[July 7] [Alien] Star Dust
[July 7] [Alien] Star Dust
VICTORIA VESNA+
[July 7] [Alien] Star Dust by Victoria Vesna
Tuesday, July 7, 2020, at 2 pm PDT, 5 pm EDT, Europe: 11:00 pm CET
Victoria Vesna’s work has long focused on immersing her audiences in installation spaces that are meant to slow down time and take us into other dimensions. This led her to work in close collaborations with musicians, sound artists, nanoscientists, biologists, neuro-scientists and buddhist monks among others. Some examples of work in the past two decades are the NanoMandala, Water Bowls, Blue Morph, Octopus Brain Storming, Bird Song Diamond and most recently the Noise Aquarium. In this new work, together with her collaborators from the UCLA Art Sci collective and Harvestworks, she takes us on a meditative journey to outer space.
Premiering with the support of Harvestworks, this work is meant to be experienced as a guided meditation bringing to life the sensations of meteorites and micro-meteorites falling on all continents and mixing with the anthropogenic dust falling on our planet from many dimensions. Layers of sounds from inner and outer space with animations of dust and data driven by corona deaths are presented with the intent of honoring those who left their bodies without preparation and all who are suffering.
This online version was created as a meditation that is guided by the artist following the extra-terrestrial, terrestrial, and human-made dusts traveling far and wide and creating complexity that is part of an invisible reality. Most go about their daily life without being aware of ever thinking about the extraterrestrial dusts that could be on their kitchen floor, right here on earth. The alien signal is lost in the human noise and the group meditation reclaims our vision of planetary citizenship.
We are created from stardust by nuclear fusion, like our myriad siblings – animals, plants, insects, plankton, bacteria, and viruses, and we all function together in vibratory fields – bottom up just as nature and nanotechnology works. [Alien] Star Dust rains on us every day and this piece brings these particles to our attention and reminds us of our interconnected heritage in the larger cosmos. Dust knows no borders.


EXERCISE PROMPT: Nothing but the lines from the one with "This screenshot has width=593, height=278." through the end of the listing should be reproduced, each exactly and with pictures omitted.

SOURCE RECORDS:
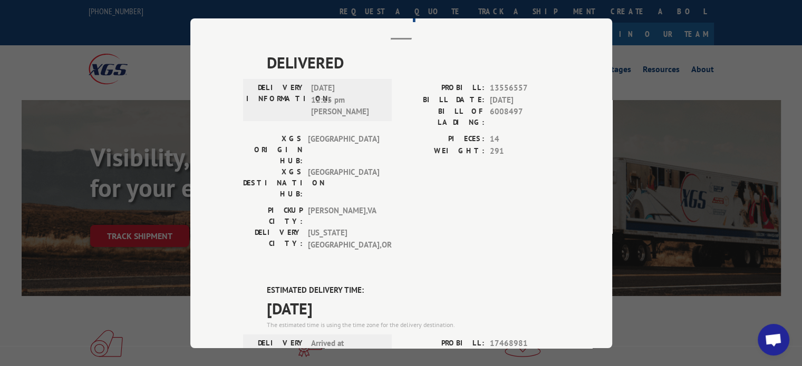  I want to click on span: 6008497, so click(525, 117).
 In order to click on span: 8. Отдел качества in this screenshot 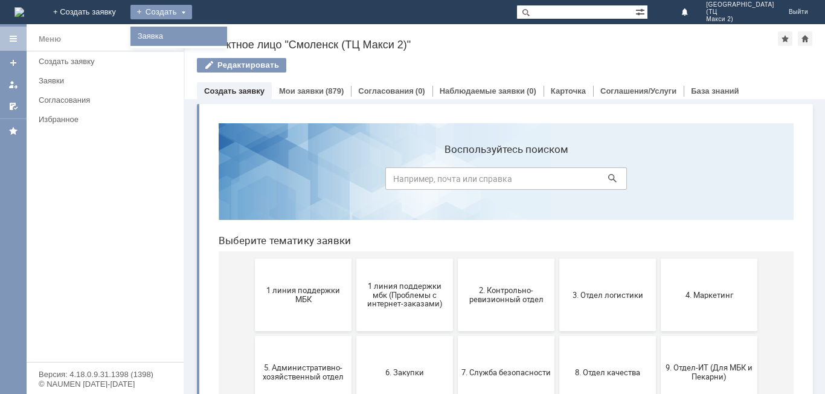, I will do `click(398, 258)`.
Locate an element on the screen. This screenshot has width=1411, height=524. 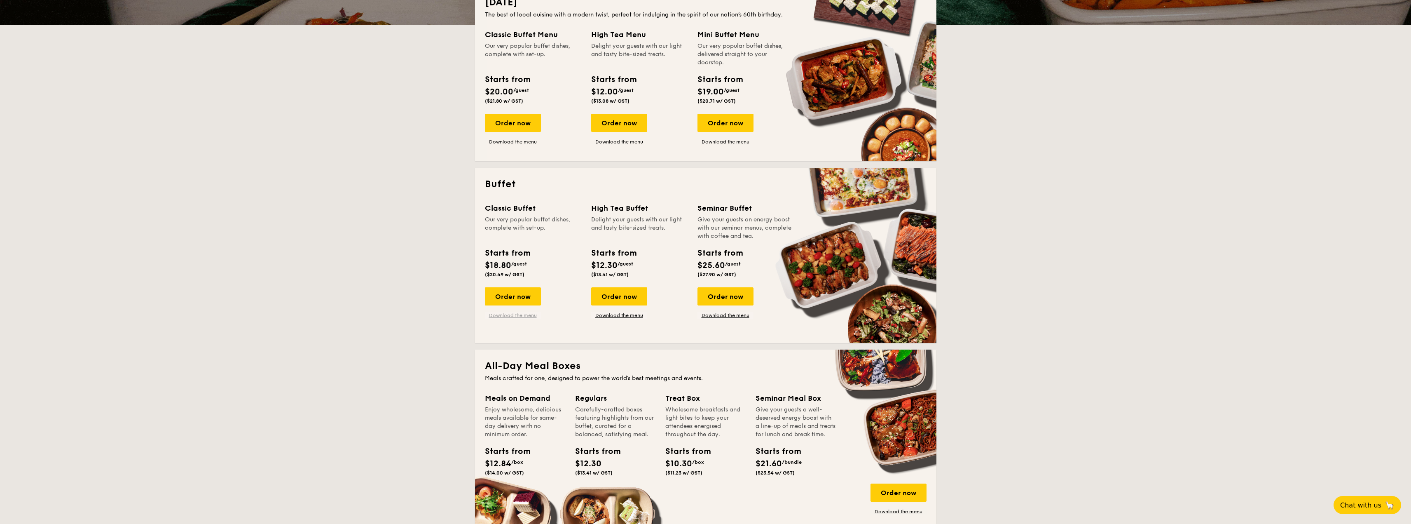
div: Regulars is located at coordinates (615, 398).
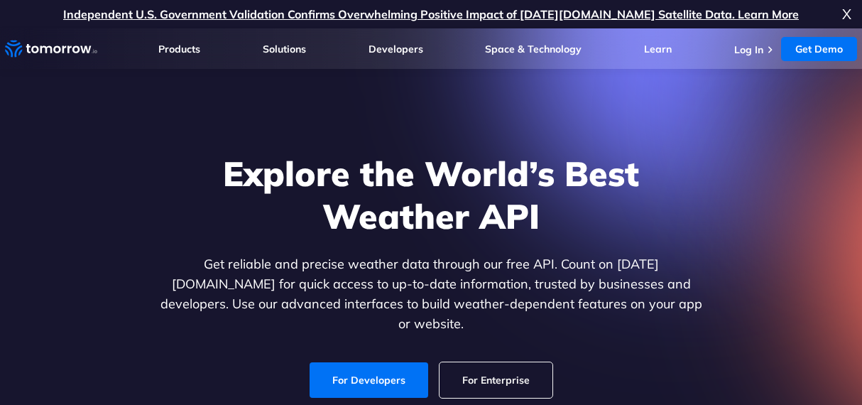 The width and height of the screenshot is (862, 405). Describe the element at coordinates (818, 49) in the screenshot. I see `a: Get Demo` at that location.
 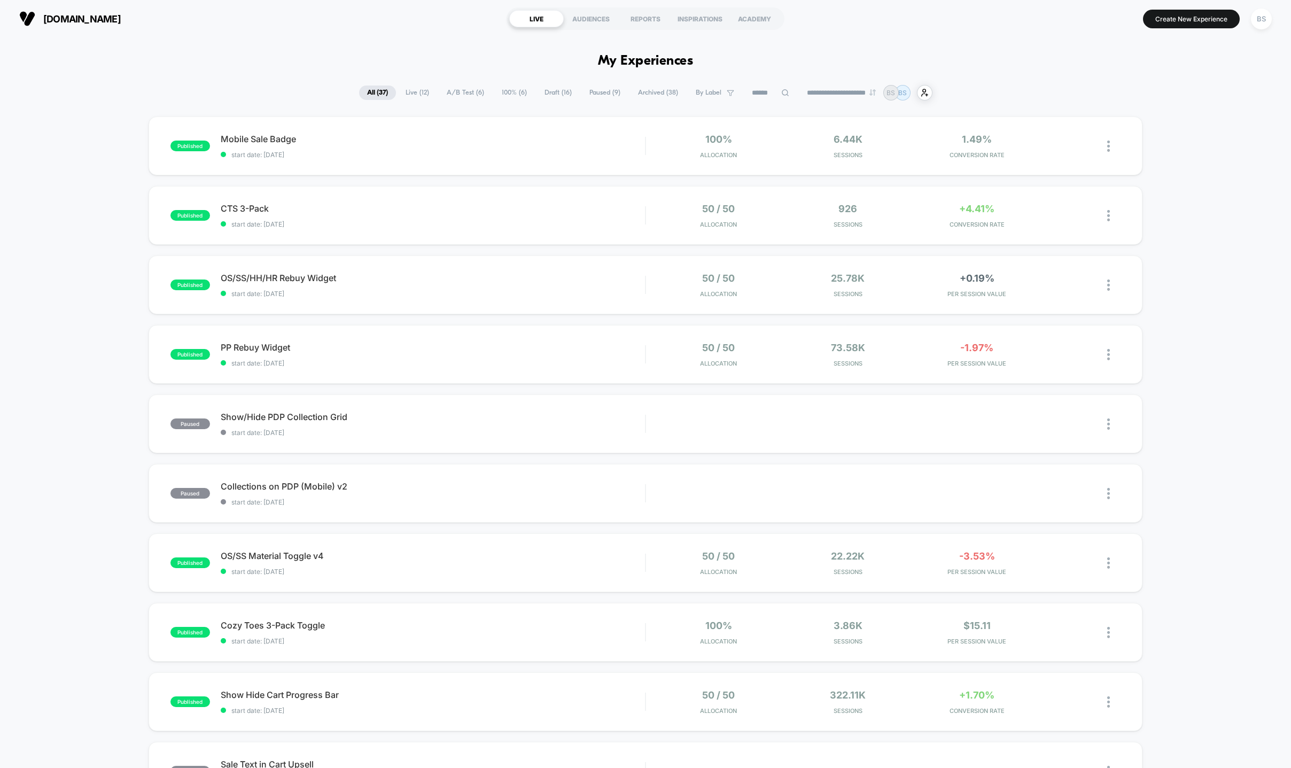 I want to click on button: Create New Experience, so click(x=1191, y=19).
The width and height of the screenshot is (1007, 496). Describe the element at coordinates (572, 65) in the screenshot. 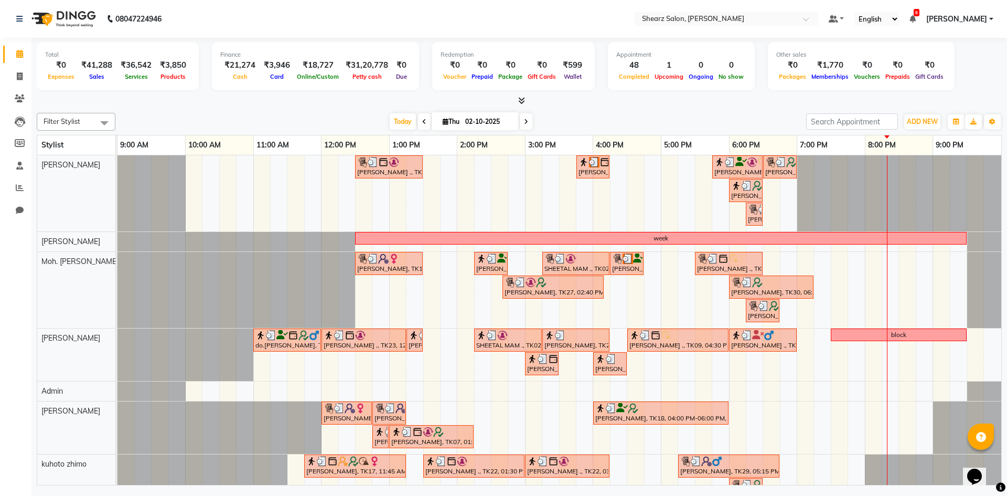

I see `div: ₹599` at that location.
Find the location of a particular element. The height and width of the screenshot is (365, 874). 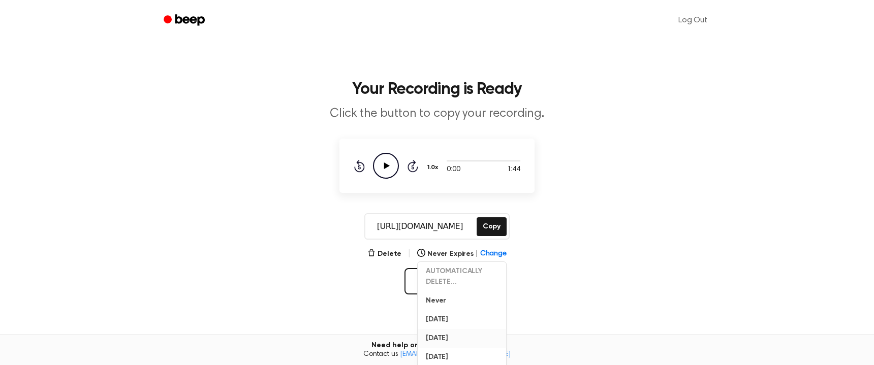

button: Never Expires|Change is located at coordinates (462, 254).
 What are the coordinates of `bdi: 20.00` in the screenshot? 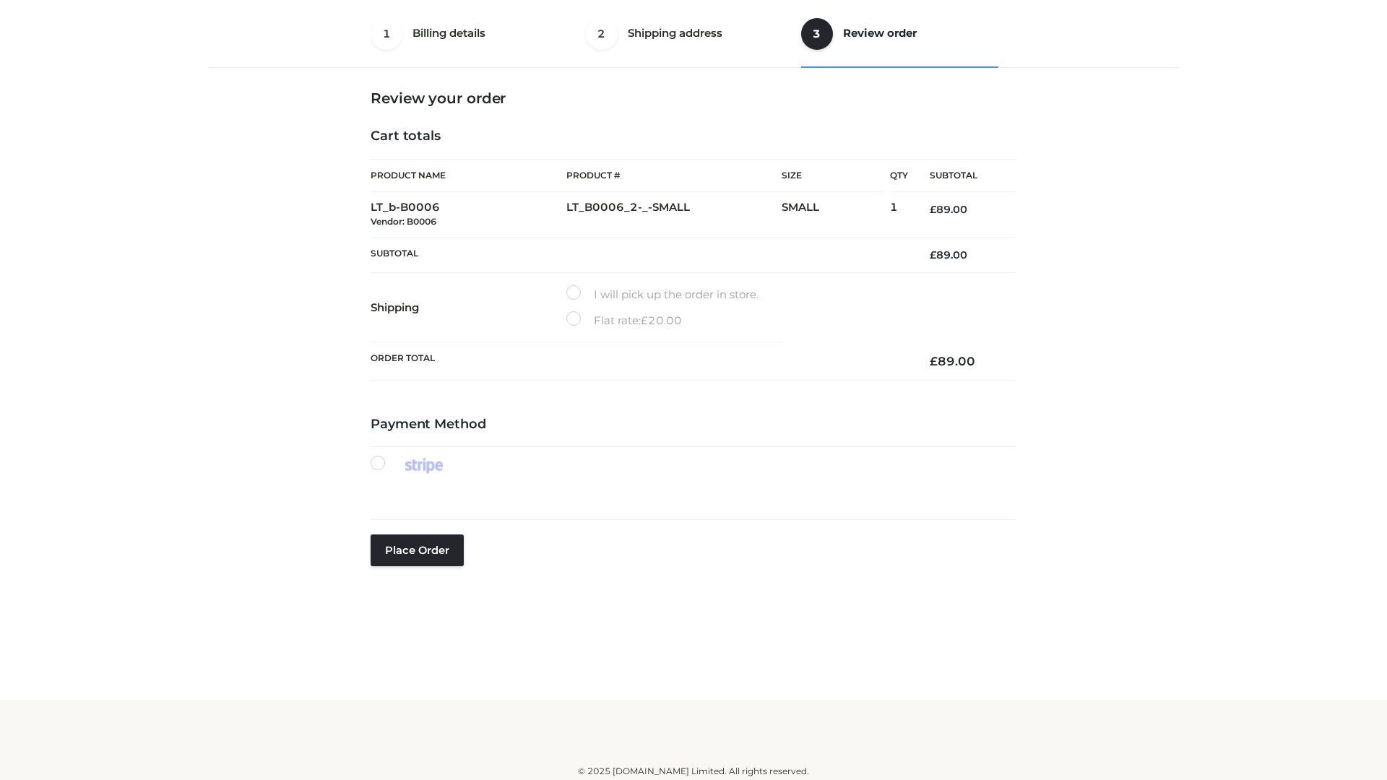 It's located at (661, 320).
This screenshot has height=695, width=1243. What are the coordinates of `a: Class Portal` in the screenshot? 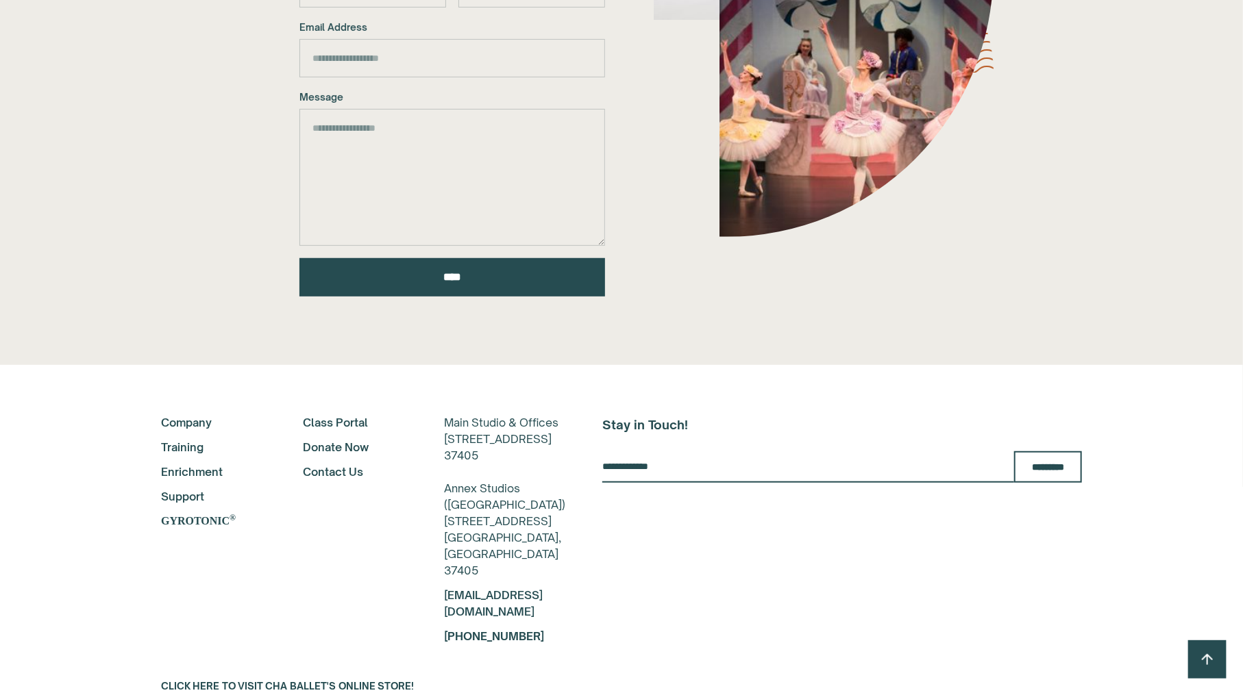 It's located at (355, 423).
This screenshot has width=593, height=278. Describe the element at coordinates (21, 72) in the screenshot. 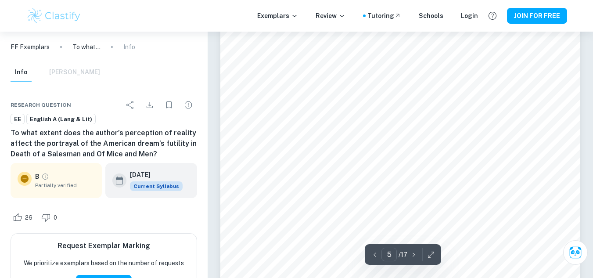

I see `button: Info` at that location.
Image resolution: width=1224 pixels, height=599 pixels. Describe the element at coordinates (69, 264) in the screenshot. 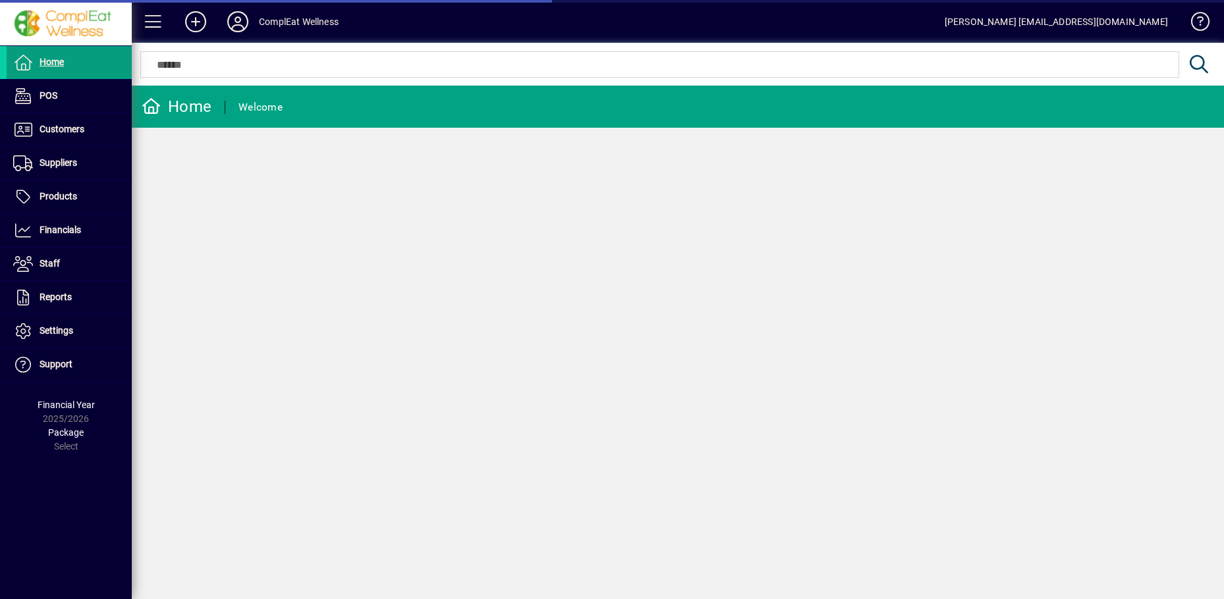

I see `a: Staff` at that location.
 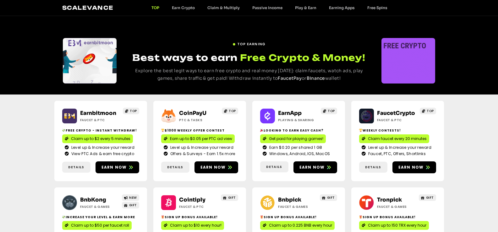 I want to click on span: NEW, so click(x=133, y=197).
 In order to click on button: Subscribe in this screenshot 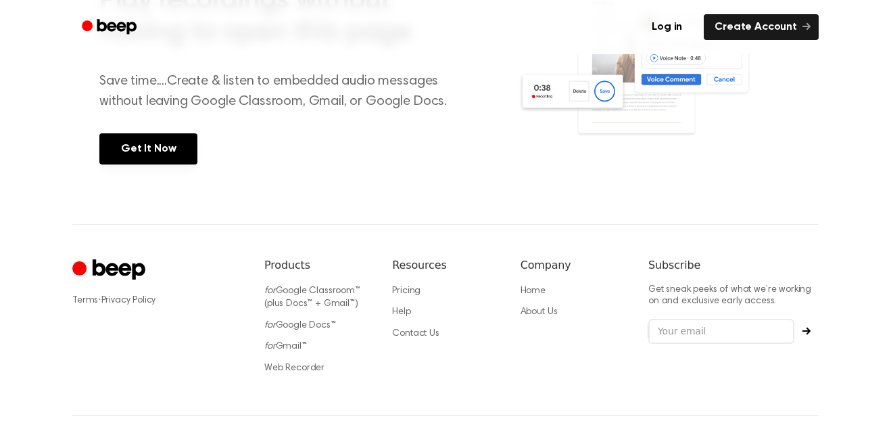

YOUR RESPONSE:
This screenshot has width=593, height=278. Describe the element at coordinates (21, 72) in the screenshot. 

I see `button: Info` at that location.
Image resolution: width=1224 pixels, height=599 pixels. Describe the element at coordinates (69, 264) in the screenshot. 

I see `a: Staff` at that location.
  I want to click on span: NEW, so click(x=133, y=197).
 In order to click on button: Subscribe in this screenshot 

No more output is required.